One day they took me on a long walk in the hills where some of the party got ticks on them! Quick reminder to humans that you should take regular tick and flea medicine like us furry types. Anyway one hill was called Big Dog and the other Little Dog – legend has it that they were wolfhounds belonging to the giant Finn MacCool, who chased a witch (dogs chased the witch, not Finn) who turned them into stone. Whatever the tale there was a good view from the top and no witches to be seen.
So to silage – it hadn't been cut when we left Minshull-land but had been throughout Dumfries and Galloway on the way to the ferry, and right across Northern Ireland. Back home the morning walk field grass had got so long that Baxter and I were having to eat our way through it in an attempt to keep the path open. A tough job having to eat to help your humans, but someone has to do it!
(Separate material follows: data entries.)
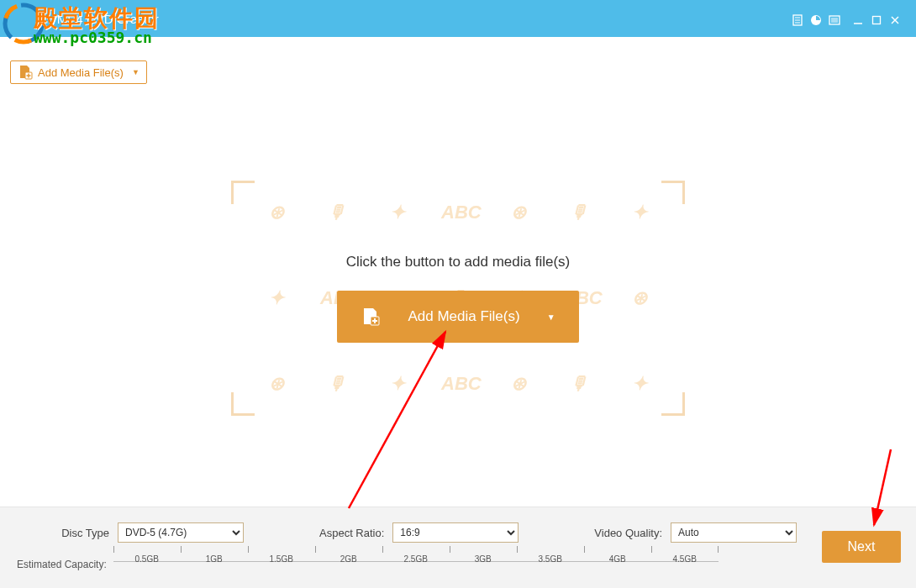 This screenshot has width=916, height=588. I want to click on capacity-tick: 4.5GB, so click(685, 559).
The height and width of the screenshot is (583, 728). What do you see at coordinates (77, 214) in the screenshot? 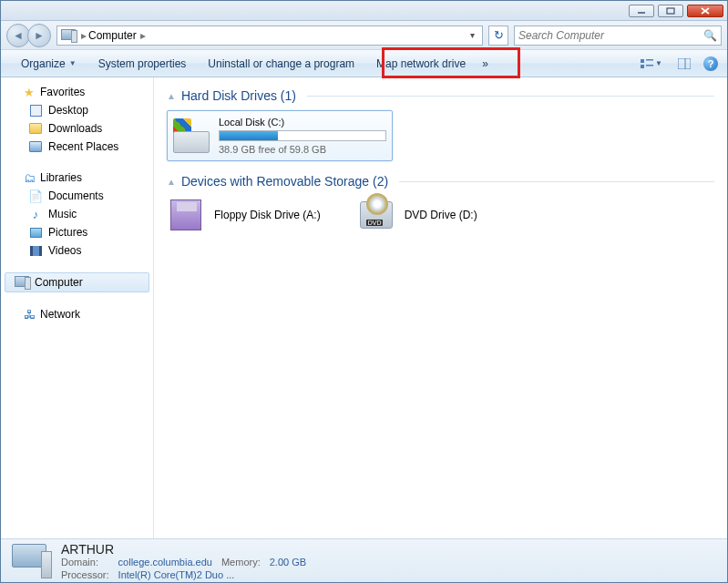
I see `sidebar-item-music: ♪ Music` at bounding box center [77, 214].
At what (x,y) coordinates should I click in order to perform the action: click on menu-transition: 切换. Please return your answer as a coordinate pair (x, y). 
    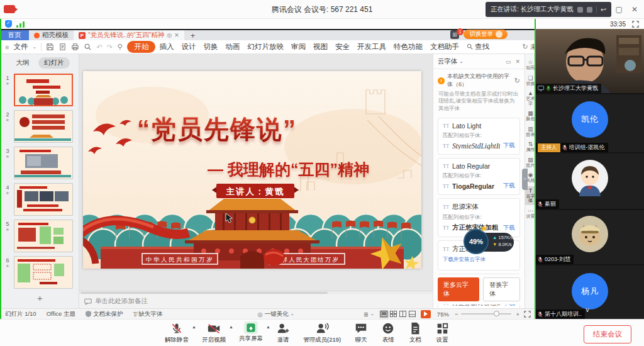
    Looking at the image, I should click on (210, 47).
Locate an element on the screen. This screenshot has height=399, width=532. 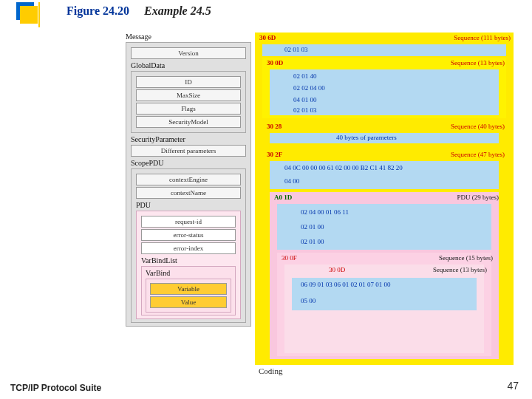
box-diffparams: Different parameters is located at coordinates (188, 151).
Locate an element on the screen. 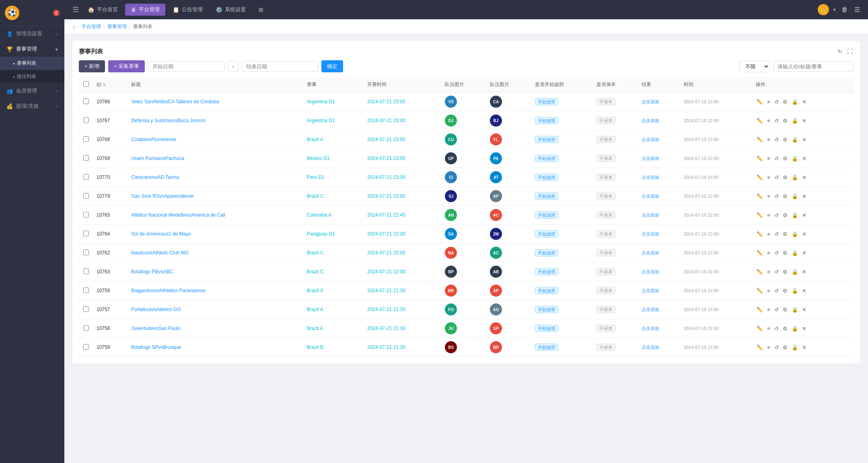  expand-icon: ⛶ is located at coordinates (850, 51).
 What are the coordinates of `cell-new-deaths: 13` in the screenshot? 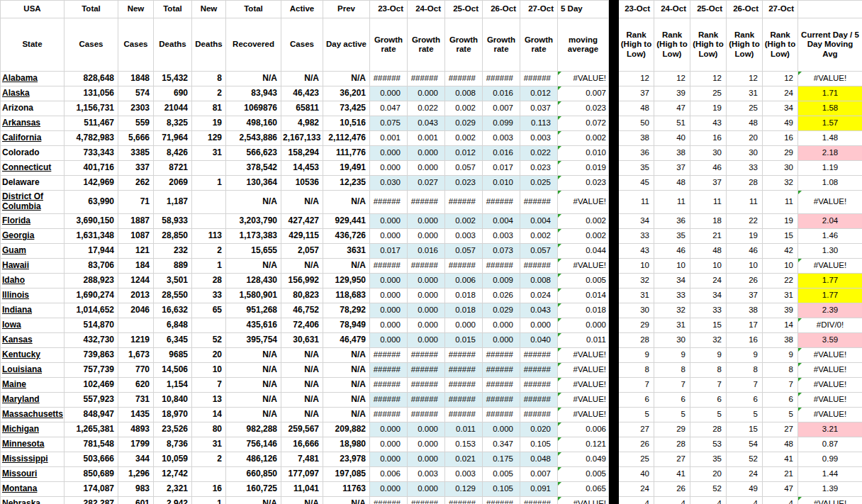 It's located at (209, 400).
So, now for something completely different as Monty Python used to say, I'll wager a full Irish Breakfast to a pint of Guiness that you've not listened to the Silage Song by the 2 Johnnies. Enjoy it!!
PS or nit
Now's a good time to sign off himself says, so until July, this is Madai your local Labrador labouring on your behalf to keep an irreverent eye on goings on.
VillageArena is powered by our active community.